The most realistic shape: a parent process spawns Qwen Code, tails events, and injects prompts on its own schedule.

ts
// demo-embedder.ts
import { spawn } from 'node:child_process';
import { appendFileSync, createReadStream, writeFileSync } from 'node:fs';
import { createInterface } from 'node:readline';
import { tmpdir } from 'node:os';
import { join } from 'node:path';

const events = join(tmpdir(), `qwen-events-${process.pid}.jsonl`);
const input = join(tmpdir(), `qwen-input-${process.pid}.jsonl`);
writeFileSync(events, '');
writeFileSync(input, '');

const child = spawn('qwen', ['--json-file', events, '--input-file', input], {
  stdio: 'inherit',
});

// Tail the output channel. In production you'd use a proper
// byte-offset tail; this one re-streams from 0 for brevity.
const rl = createInterface({
  input: createReadStream(events, { encoding: 'utf8' }),
});
rl.on('line', (line) => {
  if (!line.trim()) return;
  const ev = JSON.parse(line);
  if (ev.type === 'system' && ev.subtype === 'session_start') {
    console.log('[embedder] handshake:', {
      protocol_version: ev.data.protocol_version,
      version: ev.data.version,
      supported_events: ev.data.supported_events,
    });
    // Feature-detect before using a capability
    if (ev.data.supported_events.includes('control_request')) {
      console.log('[embedder] permission control-plane available');
    }
  }
  if (ev.type === 'assistant') {
    console.log(
      '[embedder] assistant turn ended, tokens =',
      ev.message.usage?.output_tokens,
    );
  }
  if (ev.type === 'system' && ev.subtype === 'session_end') {
    console.log('[embedder] session ended cleanly');
  }
});

// After 2s, inject a prompt as if the user typed it
setTimeout(() => {
  appendFileSync(
    input,
    JSON.stringify({ type: 'submit', text: 'hello from embedder' }) + '\n',
  );
}, 2000);

child.on('exit', () => process.exit(0));

Run with:

bash
npx tsx demo-embedder.ts
# Qwen Code TUI opens in the current terminal; the embedder logs
# handshake + turn-end + session_end events to the parent's stdout.

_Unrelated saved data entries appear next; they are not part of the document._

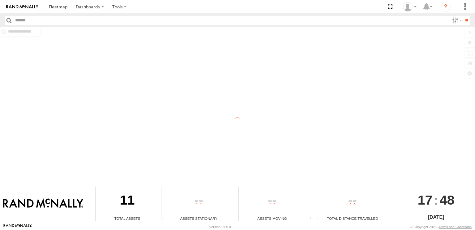 The image size is (475, 230). What do you see at coordinates (313, 218) in the screenshot?
I see `div: Total distance travelled by all assets within specified date range and applied filters` at bounding box center [313, 218].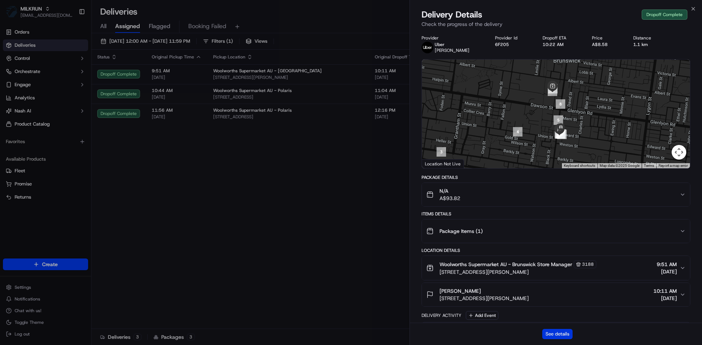 The image size is (702, 345). I want to click on div: Provider Id, so click(513, 38). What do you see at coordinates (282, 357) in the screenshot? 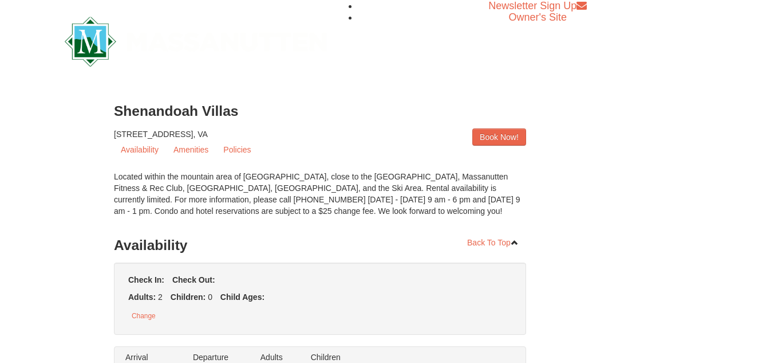
I see `label: Adults` at bounding box center [282, 357].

POC 5 — capability handshake feature detection

Older Qwen Code versions won't emit protocol_version. Treat the field as optional and feature-detect:

ts
rl.on('line', (line) => {
  const ev = JSON.parse(line);
  if (ev.type === 'system' && ev.subtype === 'session_start') {
    const v = ev.data?.protocol_version ?? 0;
    if (v < 1) {
      console.error(
        'qwen-code dual output is present but protocol < 1; ' +
          'falling back to best-effort behavior',
      );
    } else {
      console.log('qwen-code dual output protocol v' + v);
    }
  }
});

POC 6 — session_end as a clean termination signal

ts
rl.on('line', (line) => {
  const ev = JSON.parse(line);
  if (ev.type === 'system' && ev.subtype === 'session_end') {
    console.log('[embedder] clean shutdown, session', ev.data.session_id);
    // Flush metrics, close WebSockets, etc.
  }
});

If the TUI crashes before session_end, the output stream closes (EPIPE on next write); embedders should handle both paths.

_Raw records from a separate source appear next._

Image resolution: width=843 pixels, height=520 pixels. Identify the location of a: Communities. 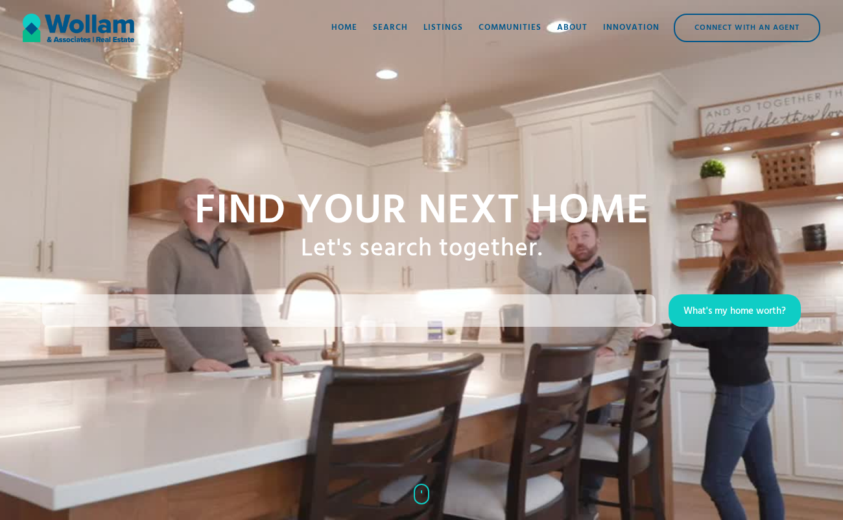
(510, 28).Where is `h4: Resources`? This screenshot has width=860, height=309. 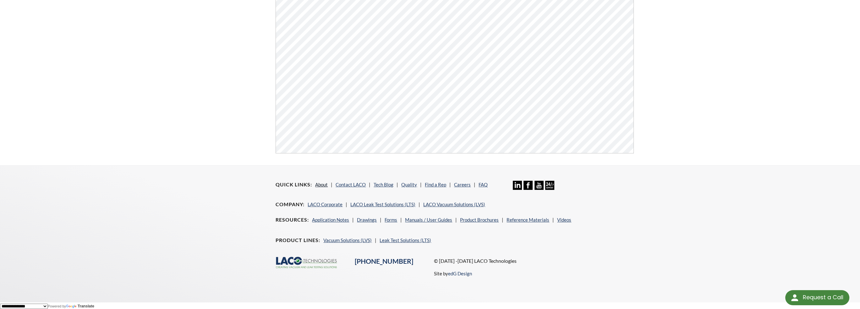 h4: Resources is located at coordinates (292, 220).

POC 7 — failure drills (prove the flags never break the TUI)

bash
qwen --json-fd 1
# stderr: "Warning: dual output disabled — ..."
# TUI still launches normally.

qwen --json-fd 9999
# stderr: "Warning: dual output disabled — fd 9999 not open"
# TUI still launches normally.

qwen --json-fd 3 --json-file /tmp/x.jsonl
# yargs rejects: "--json-fd and --json-file are mutually exclusive."
# Process exits before TUI starts.

qwen --json-file /nonexistent/dir/x.jsonl
# stderr warning; TUI still launches.

Relation to Claude Code

Claude Code exposes a similar stream-json event format under --print --output-format stream-json, but only in non-interactive mode — it has no equivalent of running the TUI and a structured sidecar channel at the same time. Dual Output fills that gap.